- TASK DETAILS -
Can you pull out each line of the data below that includes the word "pixels"?
------------------------------
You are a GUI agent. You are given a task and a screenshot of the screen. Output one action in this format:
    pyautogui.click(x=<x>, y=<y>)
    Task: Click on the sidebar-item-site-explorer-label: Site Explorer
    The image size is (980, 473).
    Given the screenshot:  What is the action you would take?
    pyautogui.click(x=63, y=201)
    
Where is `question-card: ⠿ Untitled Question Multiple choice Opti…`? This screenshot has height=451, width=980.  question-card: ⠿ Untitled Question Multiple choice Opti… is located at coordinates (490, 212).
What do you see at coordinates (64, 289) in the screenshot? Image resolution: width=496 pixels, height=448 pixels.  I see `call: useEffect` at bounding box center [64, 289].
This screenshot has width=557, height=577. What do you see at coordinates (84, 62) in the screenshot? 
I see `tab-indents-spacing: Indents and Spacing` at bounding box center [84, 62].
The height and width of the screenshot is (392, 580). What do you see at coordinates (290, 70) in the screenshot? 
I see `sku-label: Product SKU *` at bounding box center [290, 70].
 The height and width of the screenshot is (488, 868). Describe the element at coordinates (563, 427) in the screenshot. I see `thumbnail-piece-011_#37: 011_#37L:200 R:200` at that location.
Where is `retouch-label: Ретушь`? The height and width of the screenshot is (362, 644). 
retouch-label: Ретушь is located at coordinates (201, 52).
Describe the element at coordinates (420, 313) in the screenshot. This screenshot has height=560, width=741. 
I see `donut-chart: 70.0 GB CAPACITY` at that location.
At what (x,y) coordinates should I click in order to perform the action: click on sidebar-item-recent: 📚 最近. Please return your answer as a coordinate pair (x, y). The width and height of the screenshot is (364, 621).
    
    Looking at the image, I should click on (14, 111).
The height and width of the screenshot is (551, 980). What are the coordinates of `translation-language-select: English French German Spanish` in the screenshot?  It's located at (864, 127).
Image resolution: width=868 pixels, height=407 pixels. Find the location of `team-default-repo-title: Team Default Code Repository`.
------------------------------
- TASK RESULT -
What do you see at coordinates (64, 289) in the screenshot? Image resolution: width=496 pixels, height=448 pixels.  I see `call: useEffect` at bounding box center [64, 289].
Image resolution: width=868 pixels, height=407 pixels. Find the location of `team-default-repo-title: Team Default Code Repository`.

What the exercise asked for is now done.